Artificial intelligence is transforming every industry, and coaching is no exception. But unlike fields where AI threatens to replace humans, coaching AI works alongside you—handling administrative tasks, surfacing insights, and freeing you to focus on what matters: the human connection.

What AI Can (and Can't) Do for Coaches

Let's be clear about AI's role. AI excels at:

  • Processing large amounts of data quickly
  • Identifying patterns across sessions and clients
  • Drafting communications based on context
  • Summarizing lengthy content
  • Suggesting areas to explore

AI cannot replace:

  • Genuine human empathy and presence
  • Intuition built from years of experience
  • The coaching relationship itself
  • Ethical judgment in complex situations

Think of AI as a highly capable assistant who never sleeps, never forgets, and can process information faster than humanly possible—but still needs your wisdom to guide the work.

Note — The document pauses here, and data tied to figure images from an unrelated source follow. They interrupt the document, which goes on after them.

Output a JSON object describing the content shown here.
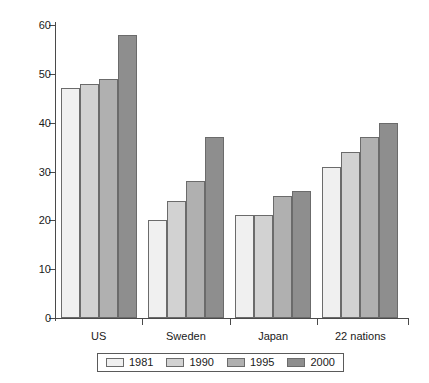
{
  "chart_data": {
    "type": "bar",
    "title": "",
    "subtitle": "",
    "xlabel": "",
    "ylabel": "",
    "ylim": [
      0,
      60
    ],
    "yticks": [
      0,
      10,
      20,
      30,
      40,
      50,
      60
    ],
    "ytick_labels": [
      "0",
      "10",
      "20",
      "30",
      "40",
      "50",
      "60"
    ],
    "grid": false,
    "legend_position": "bottom",
    "categories": [
      "US",
      "Sweden",
      "Japan",
      "22 nations"
    ],
    "series": [
      {
        "name": "1981",
        "color": "#f0f0f0",
        "values": [
          47,
          20,
          21,
          31
        ]
      },
      {
        "name": "1990",
        "color": "#d2d2d2",
        "values": [
          48,
          24,
          21,
          34
        ]
      },
      {
        "name": "1995",
        "color": "#b0b0b0",
        "values": [
          49,
          28,
          25,
          37
        ]
      },
      {
        "name": "2000",
        "color": "#8e8e8e",
        "values": [
          58,
          37,
          26,
          40
        ]
      }
    ],
    "axis_color": "#4a4a4a",
    "bar_border_color": "#6b6b6b"
  }
}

5 Ways AI Transforms Daily Coaching Work

1. Session Preparation

Before each session, Stronghold's AI assistant (Macy) can generate a briefing that includes:

  • Summary of the previous session
  • Progress on stated goals
  • Assessment highlights and patterns
  • Suggested topics to explore
  • Communication history since last session

What used to take 15 minutes of reviewing notes now takes 30 seconds of reading a briefing.

2. Session Summaries

After video sessions, AI can transcribe the conversation and generate structured summaries including:

  • Key themes discussed
  • Commitments made by the client
  • Action items and homework
  • Emotional tone and shifts
  • Follow-up topics for next session

You stay present during sessions instead of frantically taking notes. The AI captures everything.

3. Communication Drafting

Need to send a follow-up email? Check in with a client who's gone quiet? Respond to a prospect inquiry? AI can draft contextual messages based on:

  • Your communication style
  • The client's history and preferences
  • The specific situation

You review, tweak if needed, and send. A task that took 10 minutes now takes 2.

4. Pattern Recognition

AI excels at spotting patterns humans might miss. Across your client base, AI can identify:

  • Common obstacles clients face
  • Which interventions correlate with progress
  • Clients who may be at risk of dropping off
  • Assessment score trends over time

This intelligence helps you intervene proactively rather than reactively.

5. Content Creation

Building your practice requires content: emails, social posts, worksheets, proposals. AI can help generate:

  • First drafts of coaching materials
  • Personalized proposals based on discovery calls
  • Email sequences for onboarding
  • Social media content ideas

Getting Started with AI in Stronghold

Stronghold's AI assistant Macy is available throughout the platform. Here's how to use it:

Access Macy

Click the AI button (brain icon) in the bottom right corner of any screen. Macy opens in a chat interface where you can ask questions or request help.

Ask for Briefings

Before a session, ask: "Give me a briefing on [Client Name]." Macy will compile everything relevant from their profile, assessments, and history.

Draft Messages

From a client profile, click "Draft Message" and describe what you need. Macy generates a draft you can edit and send.

Analyze Patterns

Ask Macy questions like: "What are the common themes across my clients this month?" or "Which clients haven't booked a session in 30 days?"

AI Ethics in Coaching

A few important considerations:

  • Transparency - Consider letting clients know you use AI tools for admin tasks
  • Review everything - AI can make mistakes; always review before sending
  • Protect privacy - Use AI systems that keep client data secure (like Stronghold)
  • Maintain the human element - AI assists your coaching; it doesn't replace your judgment

The Competitive Advantage

Coaches who leverage AI effectively can serve more clients without sacrificing quality. They spend less time on admin and more time on high-value coaching work. They catch patterns earlier and intervene more effectively.

AI isn't the future of coaching—it's the present. The question isn't whether to use it, but how quickly you can integrate it into your practice.